- Venue
- Lanchester Gallery Projects
- Location
- West Midlands
It is now nine years since Robert Casselton Clark’s epic tour de force installation ‘plans for the real world’ at the Henry Moore studios at Dean Clough, Halifax. Since then he has focused his energy on exhibiting internationally with key shows in Portugal, Belgium and New York. Here in the UK we have had to wait patiently for our next fix of his unique brand of sensual, evocative and complex imagery. Finally, it has arrived.
On walking into the space I was reminded immediately of Clark’s sublime governing aesthetic sensibilities, where placement is always of a particular concern. Circumnavigating the walls about a hundred black and white photographically printed images run horizontally around the chamber, suggestive of an oversized analogue film strip. At first glance this encodes the potential of a sequentially linear narrative, but Clark rightly eschews this obvious route. Instead he offers up a fragmented and temporal structure, where images act like obliquely teasing vignettes capturing fleeting aspects of passing moments, offering glimpses, but never the whole.
Surrounded by a field of deep rich black, images appear like angled screen shots of a cinema projection, or like approximations of photographic negatives, exposed by a darkroom enlarger. A forensic trace is laid and viewing becomes a game of anticipation and speculation. This strategy of ambiguity is core to the success of the work. There are glimpses of woody enclaves, and landscapes which hover in association between waterside reflections or fog enshrouded places. There is an aerial crowd scene of sunbathers, laying on a beach which at first glance has rather more ghastly connotations. An image of a white trouser leg with a bare foot, seems like a flickering candle against the black background. A shadowing figure shape ascends a staircase.
The exact origin of most of the images is not evident, and the ‘establishment shot’ is never used. Holistically they create a sense of time past, of a deep unfathomable longing and of an intriguingly enriching melancholy. Individually each picture stands as a resolved work, but resists simplistic interpretation. As pictures they whisper to, rather than shout at the viewer.
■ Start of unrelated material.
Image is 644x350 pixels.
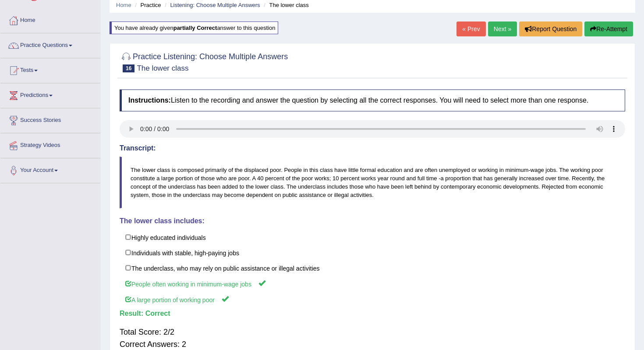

But when you string them together, the lyrical and poetic depth of the project gathers to a symphonic gusto.
As a viewer I am reminded of being on a train passing through the suburbs on dark winters night. Like that experience, one gets glances and views into many worlds and places you will probably never know. It leaves you with what I can only describe as a comforting kind of emptiness, one that is deeply nourishing and one which lingers long in your pysche.
THAT FARAWAY LOOK is not a neatly packaged or signposted product, unlike much of the art currently circulating, but is a far more complex, sensual and sophisticated affair, and like all the better things life has to offer, is not easily translated into a simplistic form, for the ease of lazy consumption.